Labels Change

“Three in one Kids Shampoo/Conditioner/Body Wash” 

“Children’s All Natural Scented Bubble Bath” 

“Kids Watermelon Body Wash and Bubble Bath”

These are the words written across the bottle labels perched on our bathtub.

As I sat cross-legged on the semi-soaked floor-mat during bath time tonight, a feeling of longing and panic sank a hole deep in my chest; when did all of my “baby” products become “kids” products?

My eyes darted back to my two children. My almost 4-year-old son, driving his Paw Patrol bath boat precariously close to his 1.5-year-old sister who dumps yet another cup of soapy bath water into her mouth, a rebel smirk dancing across her lips as she makes eye contact with me. 

Looking at these products I remember how I used to agonize over what “baby” soaps and lotions to buy. The gentlest formulations.  Hypoallergenic. Pediatrician approved. Calming lavender oils and calendula extracts. All of them, smelling of new life. How the agony over those decisions seems so silly now, and also how much I miss the gravity of it all.

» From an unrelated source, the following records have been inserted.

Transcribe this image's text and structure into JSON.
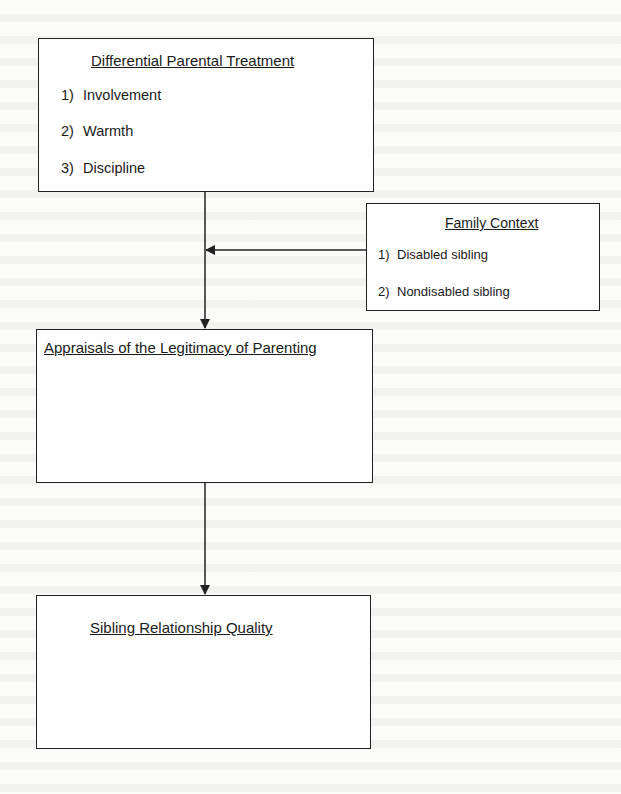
{
  "diagram": {
    "type": "flow",
    "nodes": {
      "treatment": {
        "title": "Differential Parental Treatment",
        "items": [
          {
            "num": "1)",
            "label": "Involvement"
          },
          {
            "num": "2)",
            "label": "Warmth"
          },
          {
            "num": "3)",
            "label": "Discipline"
          }
        ]
      },
      "context": {
        "title": "Family Context",
        "items": [
          {
            "num": "1)",
            "label": "Disabled sibling"
          },
          {
            "num": "2)",
            "label": "Nondisabled sibling"
          }
        ]
      },
      "appraisals": {
        "title": "Appraisals of the Legitimacy of Parenting"
      },
      "quality": {
        "title": "Sibling Relationship Quality"
      }
    },
    "edges": [
      {
        "from": "Differential Parental Treatment",
        "to": "Appraisals of the Legitimacy of Parenting"
      },
      {
        "from": "Family Context",
        "to": "Differential Parental Treatment → Appraisals path (moderator)"
      },
      {
        "from": "Appraisals of the Legitimacy of Parenting",
        "to": "Sibling Relationship Quality"
      }
    ],
    "colors": {
      "line": "#222222",
      "box_fill": "#ffffff",
      "page": "#fbfbfa"
    }
  }
}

Motherhood is so fickle. Sometimes it feels entirely impossible to just live in the moment. If I’m not pleading for a certain infuriating phase to run its course, then I’m mourning the loss of a phase gone by. “Gosh I’m so excited, I can’t wait until he can walk!” quickly morphs into, “I wish we could go back to when they just sat still!” 

My daughter’s past 1.5 years seems to have gone through warp speed. Although I recall enjoying her baby phase more than my first born’s, it felt extraordinarily brief. 

When my oldest was a newborn baby, that fourth trimester felt like it stretched into a fifth trimester. All my attention, all my time, laser focused on him. A blessing and a source of constant anxiety. 

My daughter’s first few months were like a blurry carousel—always in motion, up and down alongside her big brother but never in sync. One up and one down, around and around.  A challenging, emotional, balancing act that I worried would never slow down. But, it did. It always does. And now looking back, I’d jump on that ride again in a heartbeat if I could. See? Fickle. 

So here I am feeling annoyed at the water being splashed on the floor. Wondering when will my son finally learn spacial awareness? And when will she stop putting everything in her mouth? And I’m simultaneously heartbroken at just how quickly we’ve gotten here. My daughter’s baby bathtub is long gone now. My son’s tender teddy bear hooded towels are replaced by superhero masks. 

And then I remind myself, these ARE still my babies, it’s just the labels have changed. And, they will change again, and again and again. At this moment I have a toddler and a preschooler. Right now I have Baby Shark Soap and Silly Strawberry Shampoo; and I’m going to take a big long whif, because they smell pretty darn good too.